The dawn walk among the chokecherries and sugarplums was all that he had hoped for. He had been upset in the saloon that a front was coming through but only the smallest signs were visible in the northwest. Meanwhile he was walking in waist-high ferns wet from dew and basking in a world of profusely flowering trees thinking it must be natural to be overwhelmed by flowers as he had been since childhood. Late in the afternoon when he drove to town for a drink he would check the forest bordering the sand dunes where there were valleys matted with white trillium. Fred happily walked with him and B.D. was able to call him back when a gamey scent was picked up. Fred growled wildly at a pile of bear shit. B.D. sat down on a white pine stump shaped like an easy chair that he had used for years. On waking he split his ham and cheese sandwich with Fred telling him to chew thirty-two times as B.D. had learned in school. He noted that the front was mounting with a rolling black rim of clouds to the far west. He headed for the car and tent not wanting to be caught out without a jacket.

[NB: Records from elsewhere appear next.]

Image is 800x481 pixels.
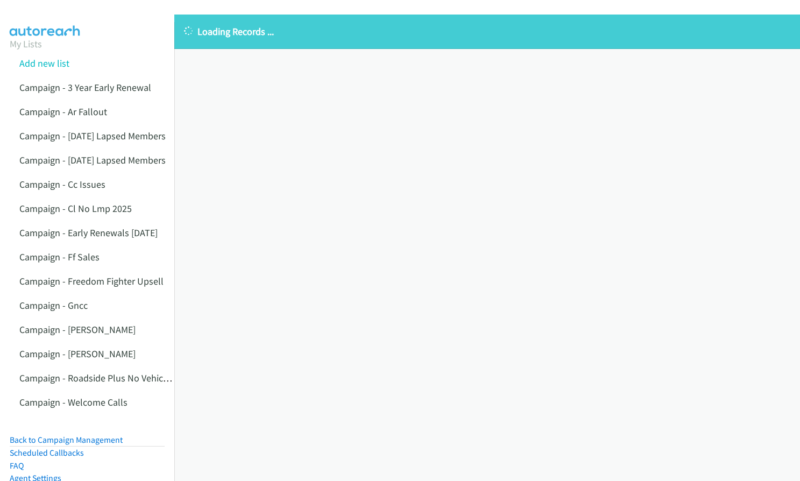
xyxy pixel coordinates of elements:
a: Campaign - [DATE] Lapsed Members [19,130,166,142]
p: Loading Records ... [184,24,790,39]
a: Campaign - Cl No Lmp 2025 [19,202,132,215]
a: Campaign - Early Renewals [DATE] [19,227,158,239]
a: Back to Campaign Management [10,435,123,445]
a: Add new list [19,57,69,69]
a: Campaign - Cc Issues [19,178,105,190]
a: Campaign - Ar Fallout [19,105,107,118]
a: Campaign - [PERSON_NAME] [19,348,136,360]
a: Campaign - Roadside Plus No Vehicles [19,372,175,384]
a: Campaign - 3 Year Early Renewal [19,81,151,94]
a: Campaign - Welcome Calls [19,396,128,408]
a: Scheduled Callbacks [10,448,84,458]
a: Campaign - Gncc [19,299,88,312]
a: Campaign - Ff Sales [19,251,100,263]
a: FAQ [10,461,24,471]
a: Campaign - Freedom Fighter Upsell [19,275,164,287]
a: My Lists [10,38,42,50]
a: Campaign - [PERSON_NAME] [19,323,136,336]
a: Campaign - [DATE] Lapsed Members [19,154,166,166]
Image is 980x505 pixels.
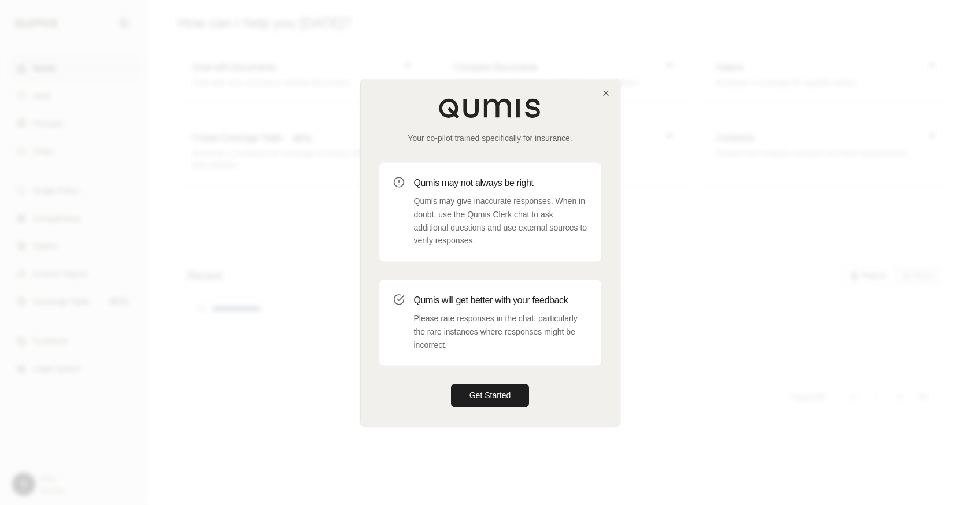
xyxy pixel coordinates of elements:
p: Your co-pilot trained specifically for insurance. [379,132,601,143]
h3: Qumis will get better with your feedback [414,293,587,307]
img: Qumis Logo [438,98,542,119]
p: Qumis may give inaccurate responses. When in doubt, use the Qumis Clerk chat to ask additional qu... [414,194,587,247]
h3: Qumis may not always be right [414,176,587,190]
p: Please rate responses in the chat, particularly the rare instances where responses might be incor... [414,311,587,351]
button: Get Started [451,384,529,407]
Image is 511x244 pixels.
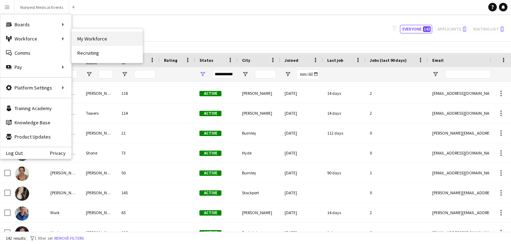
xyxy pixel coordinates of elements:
span: Active [199,210,221,215]
div: Shone [82,143,117,162]
div: Burnley [238,163,280,182]
span: Active [199,131,221,136]
span: Active [199,150,221,156]
button: Norwest Medical Events [15,0,69,14]
button: Open Filter Menu [199,71,206,77]
span: Active [199,111,221,116]
div: 14 days [323,83,365,103]
div: 73 [117,143,160,162]
button: Open Filter Menu [86,71,92,77]
div: 14 days [323,103,365,123]
div: [PERSON_NAME] [238,103,280,123]
div: 2 [365,103,428,123]
button: Open Filter Menu [432,71,439,77]
span: Rating [164,57,177,63]
div: 2 [365,203,428,222]
div: 118 [117,83,160,103]
div: 112 days [323,123,365,143]
button: Remove filters [53,234,85,242]
button: Open Filter Menu [121,71,128,77]
div: [PERSON_NAME] [238,203,280,222]
a: Knowledge Base [0,115,71,130]
button: Everyone142 [400,25,432,33]
div: 0 [365,143,428,162]
input: Last Name Filter Input [99,70,113,78]
a: Product Updates [0,130,71,144]
a: Training Academy [0,101,71,115]
span: Active [199,190,221,195]
div: 2 [365,83,428,103]
div: [DATE] [280,163,323,182]
div: 1 day [323,222,365,242]
div: [PERSON_NAME] [82,183,117,202]
span: Email [432,57,443,63]
div: Towers [82,103,117,123]
div: 8 [365,222,428,242]
div: Stockport [238,183,280,202]
div: [DATE] [280,123,323,143]
span: Joined [285,57,298,63]
div: Mark [46,222,82,242]
div: 14 days [323,203,365,222]
div: [PERSON_NAME] [82,163,117,182]
div: 114 [117,103,160,123]
div: 21 [117,123,160,143]
div: [DATE] [280,103,323,123]
div: [DATE] [280,183,323,202]
img: Lucy Towse [15,186,29,200]
div: [PERSON_NAME] [82,83,117,103]
span: 1 filter set [34,235,53,241]
div: [PERSON_NAME] [238,83,280,103]
div: 0 [365,183,428,202]
div: Workforce [0,32,71,46]
input: City Filter Input [255,70,276,78]
div: [DATE] [280,143,323,162]
img: Louise Barber [15,166,29,181]
div: 128 [117,222,160,242]
div: Burnley [238,123,280,143]
div: Mark [46,203,82,222]
div: Platform Settings [0,81,71,95]
div: [PERSON_NAME] [82,222,117,242]
span: Jobs (last 90 days) [370,57,407,63]
img: Mark Smith [15,226,29,240]
div: [PERSON_NAME] [46,183,82,202]
div: 50 [117,163,160,182]
div: [DATE] [280,222,323,242]
div: [DATE] [280,203,323,222]
div: Rochdale [238,222,280,242]
input: Workforce ID Filter Input [134,70,155,78]
span: City [242,57,250,63]
div: Boards [0,17,71,32]
span: Status [199,57,213,63]
div: [PERSON_NAME] [82,203,117,222]
span: Last job [327,57,343,63]
div: [PERSON_NAME] [46,163,82,182]
a: Recruiting [72,46,143,60]
a: Log Out [0,150,23,156]
a: Comms [0,46,71,60]
div: 65 [117,203,160,222]
div: [PERSON_NAME] [82,123,117,143]
span: Active [199,91,221,96]
div: Hyde [238,143,280,162]
div: Pay [0,60,71,74]
span: 142 [423,26,431,32]
img: Mark Alderson [15,206,29,220]
button: Open Filter Menu [285,71,291,77]
div: 0 [365,123,428,143]
div: 145 [117,183,160,202]
span: Active [199,230,221,235]
span: Active [199,170,221,176]
a: My Workforce [72,32,143,46]
a: Privacy [50,150,71,156]
button: Open Filter Menu [242,71,248,77]
div: [DATE] [280,83,323,103]
div: 90 days [323,163,365,182]
div: 1 [365,163,428,182]
input: Joined Filter Input [297,70,319,78]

He could see the car in the distance when he heard the roar of the storm and by the time he got to the car he was in a blizzard of flowers with lightning ripping the sky like canvas tearing. Fred was frightened but then what did he know about thunder? B.D. had never had the right time to be in a virtual blizzard of chokecherry flowers and it was an astounding version of January. The high winds and moist air made the odor even more poignant. In the car with the shuddering Fred he saw the wind collapse his pup tent and figured that he might squander a little of his retirement money on a motel rather than have an uncomfortable wet night in a tent.